--- TASK DATA ---
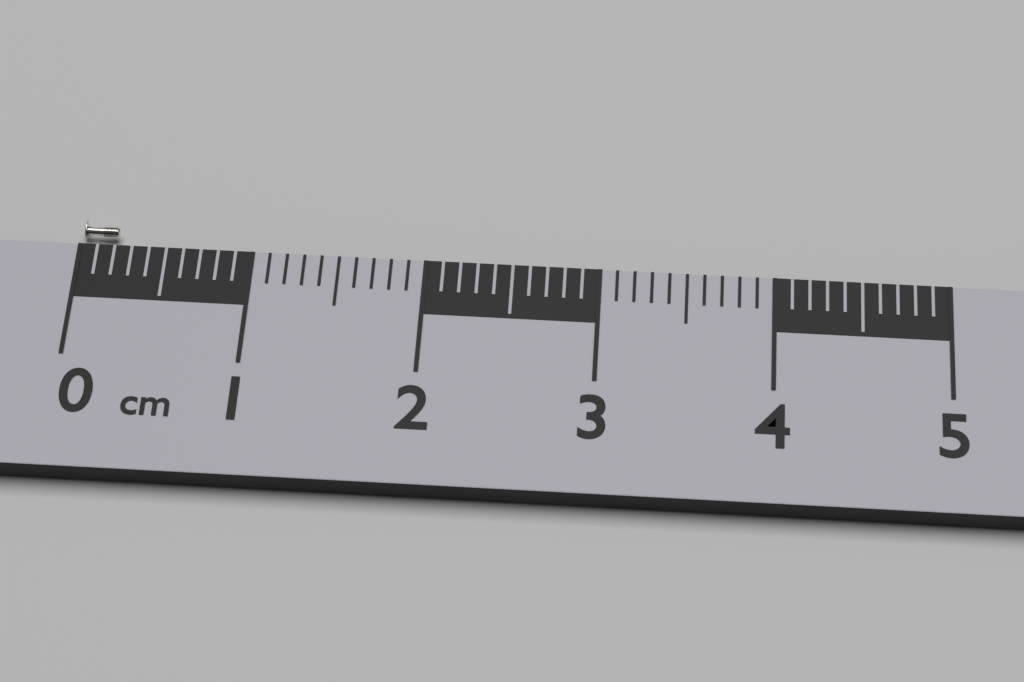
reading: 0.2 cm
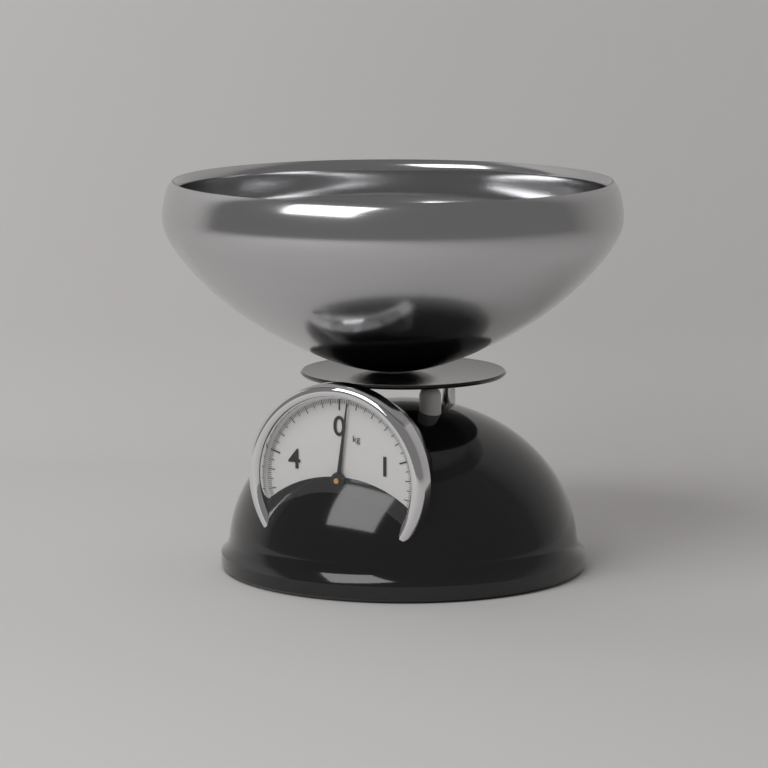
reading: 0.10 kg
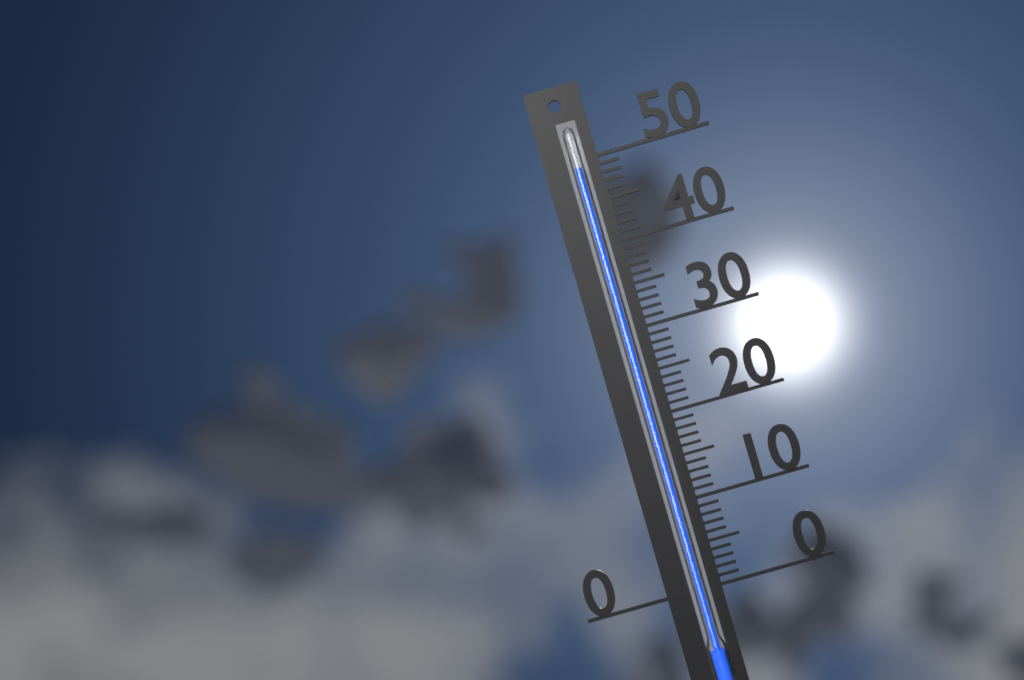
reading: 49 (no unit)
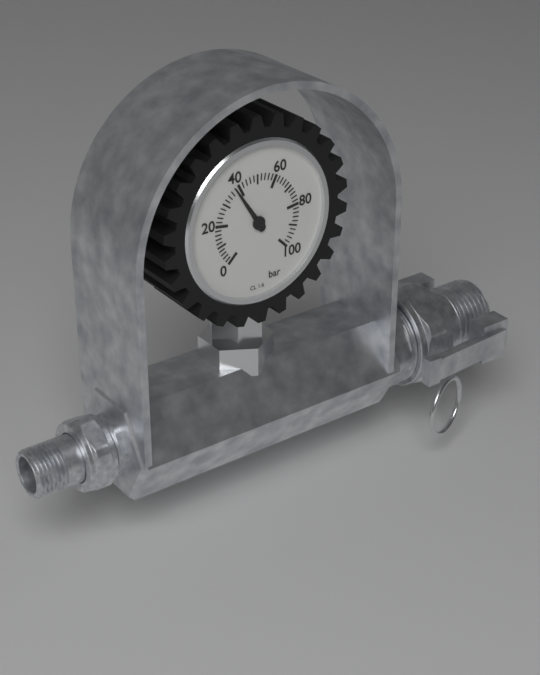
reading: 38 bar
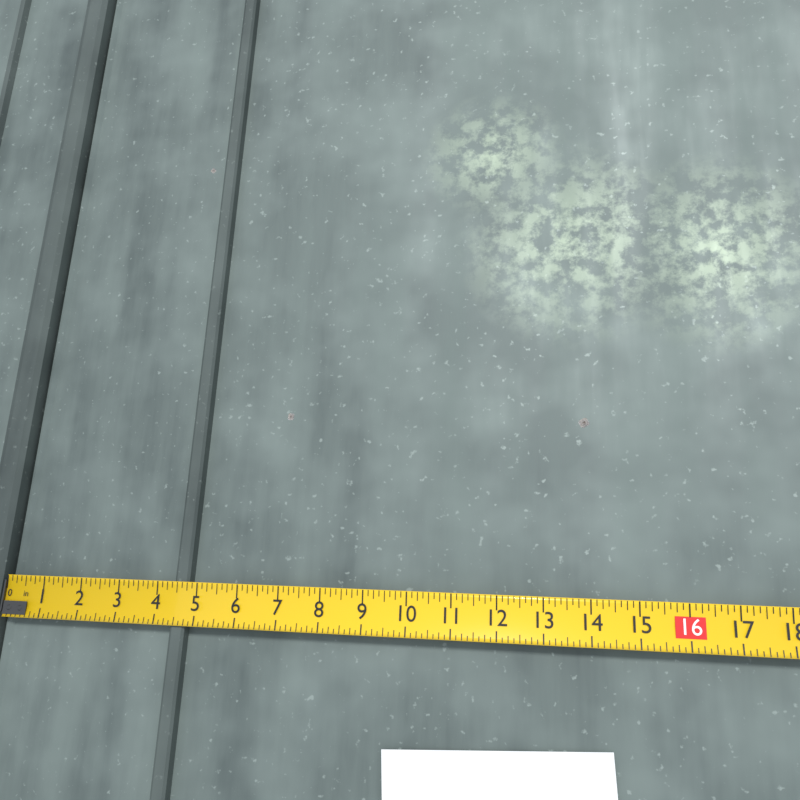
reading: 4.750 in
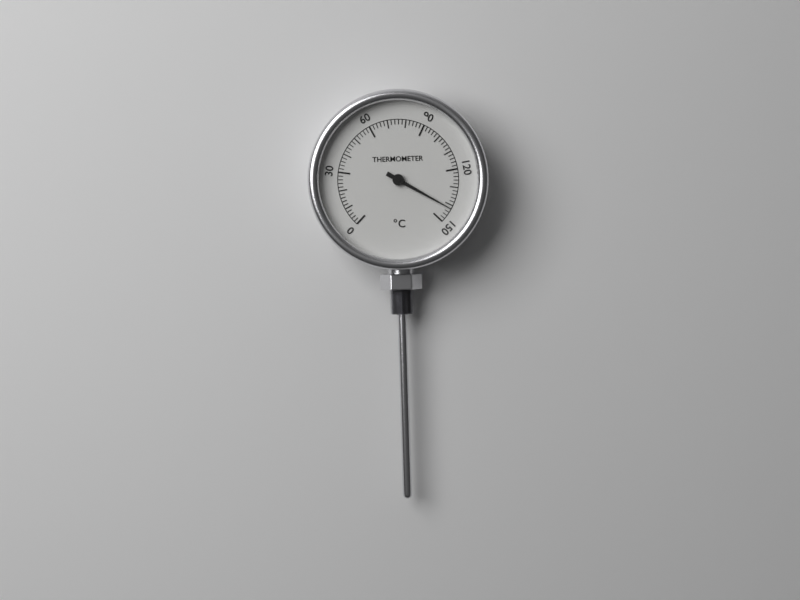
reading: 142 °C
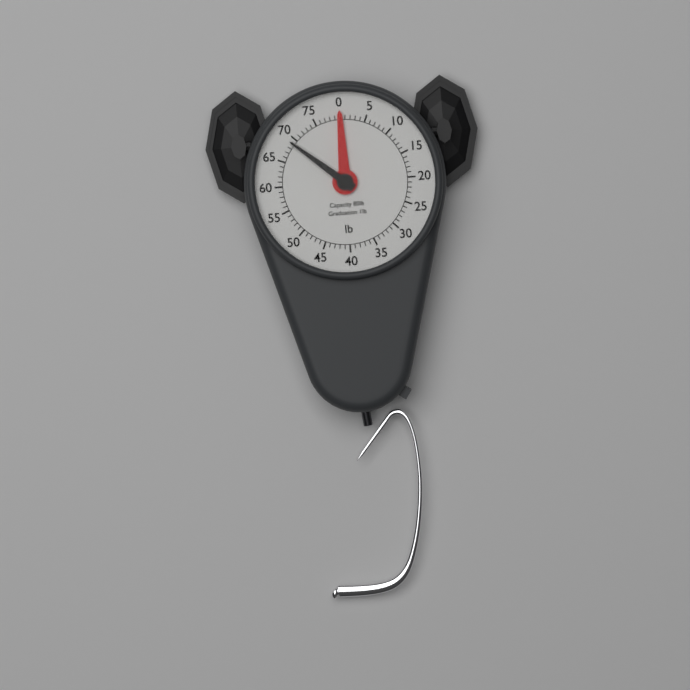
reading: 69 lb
---
--- TASK DATA ---
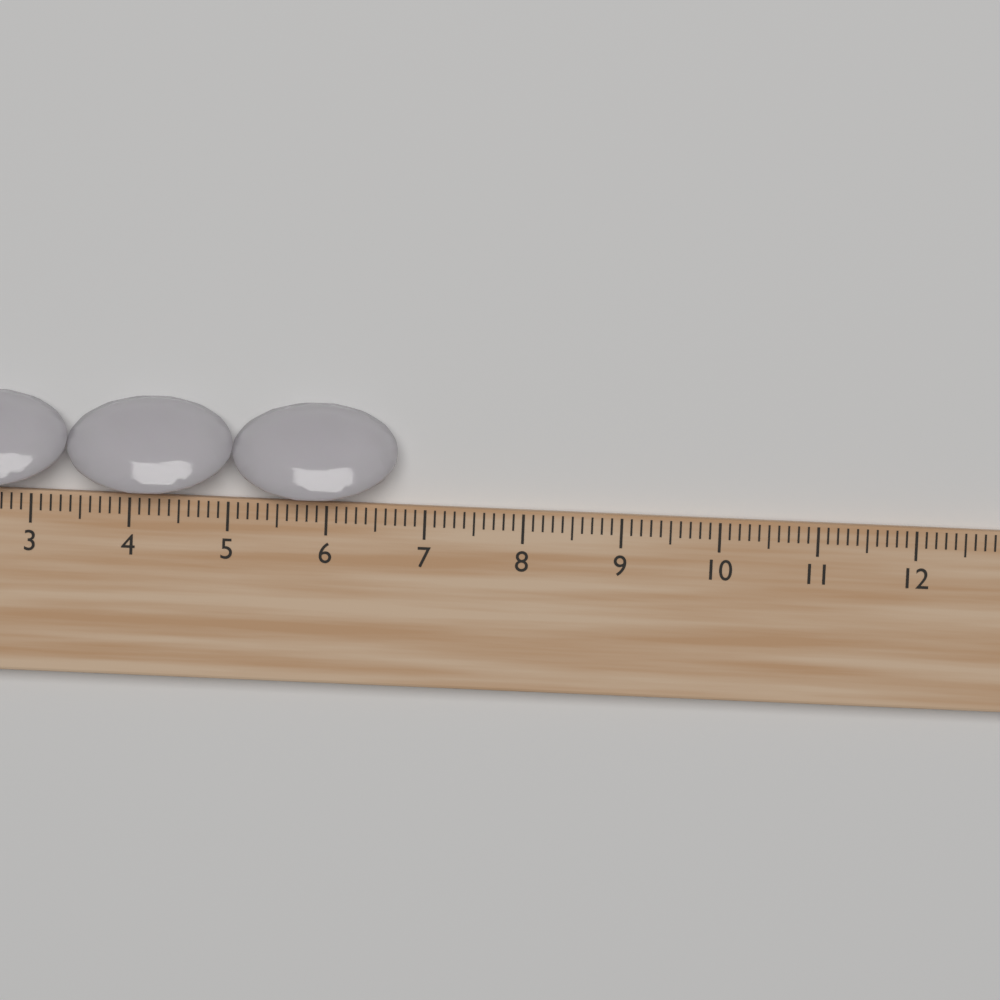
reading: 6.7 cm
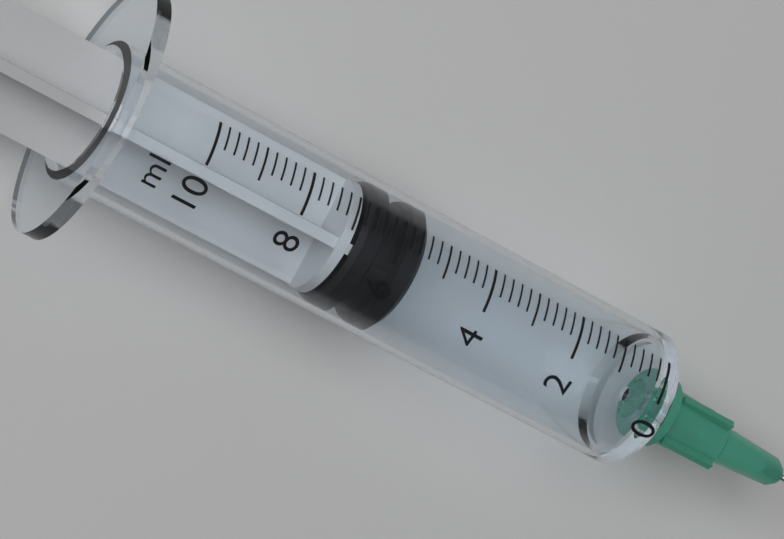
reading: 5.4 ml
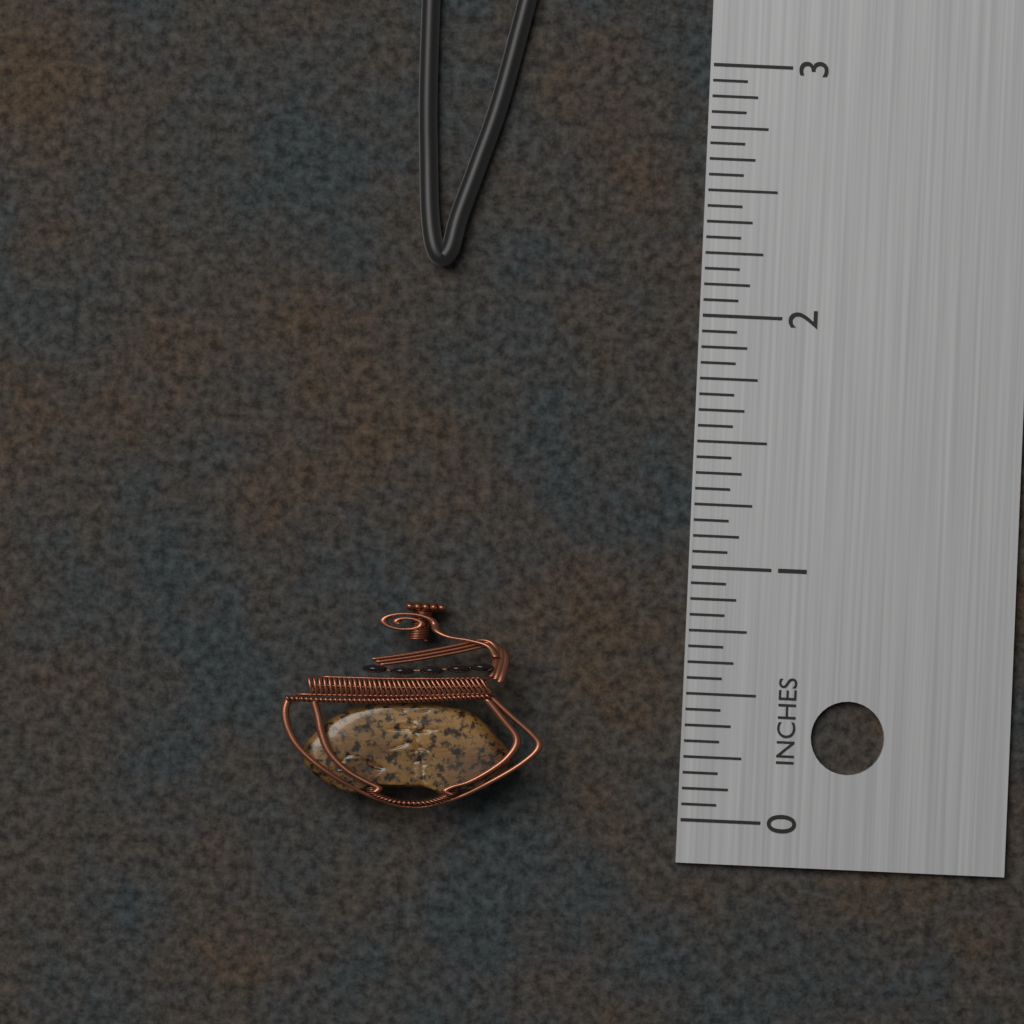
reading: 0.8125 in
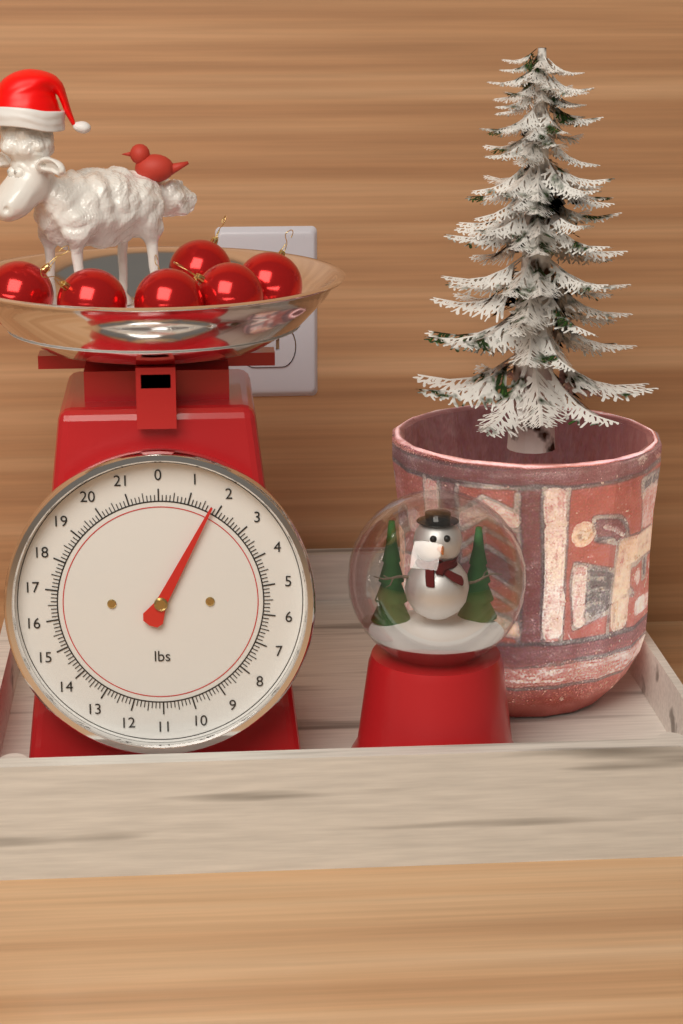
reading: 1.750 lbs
---
--- TASK DATA ---
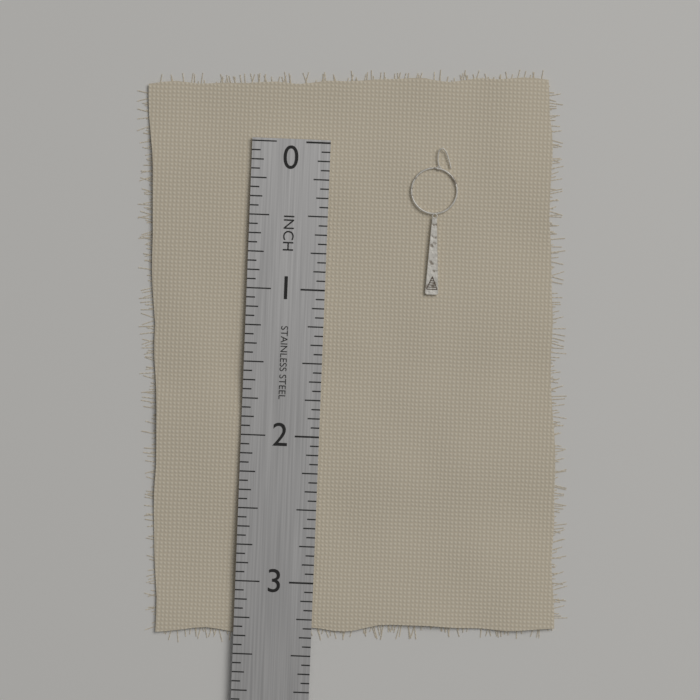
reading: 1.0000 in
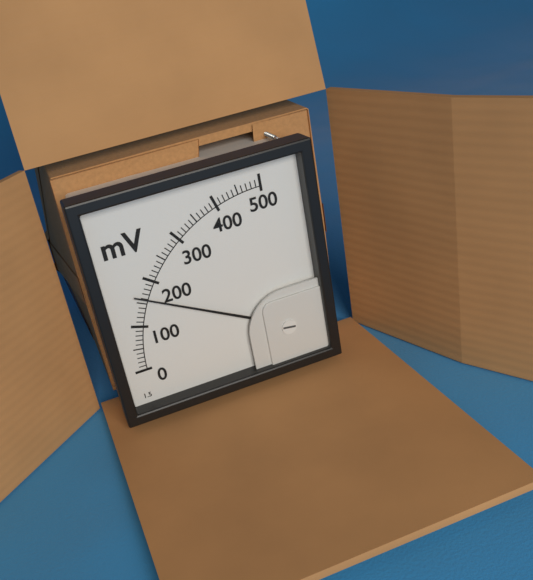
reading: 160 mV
---
WHAT IS EXPECTED: An exact copy of the lines above from the one with "reading: 0.2 cm" up to and including the one with "reading: 69 lb" is required; reproduce only those lines, omitting all pictures.

ANSWER FOR THE TASK:
reading: 0.2 cm
reading: 0.10 kg
reading: 49 (no unit)
reading: 38 bar
reading: 4.750 in
reading: 142 °C
reading: 69 lb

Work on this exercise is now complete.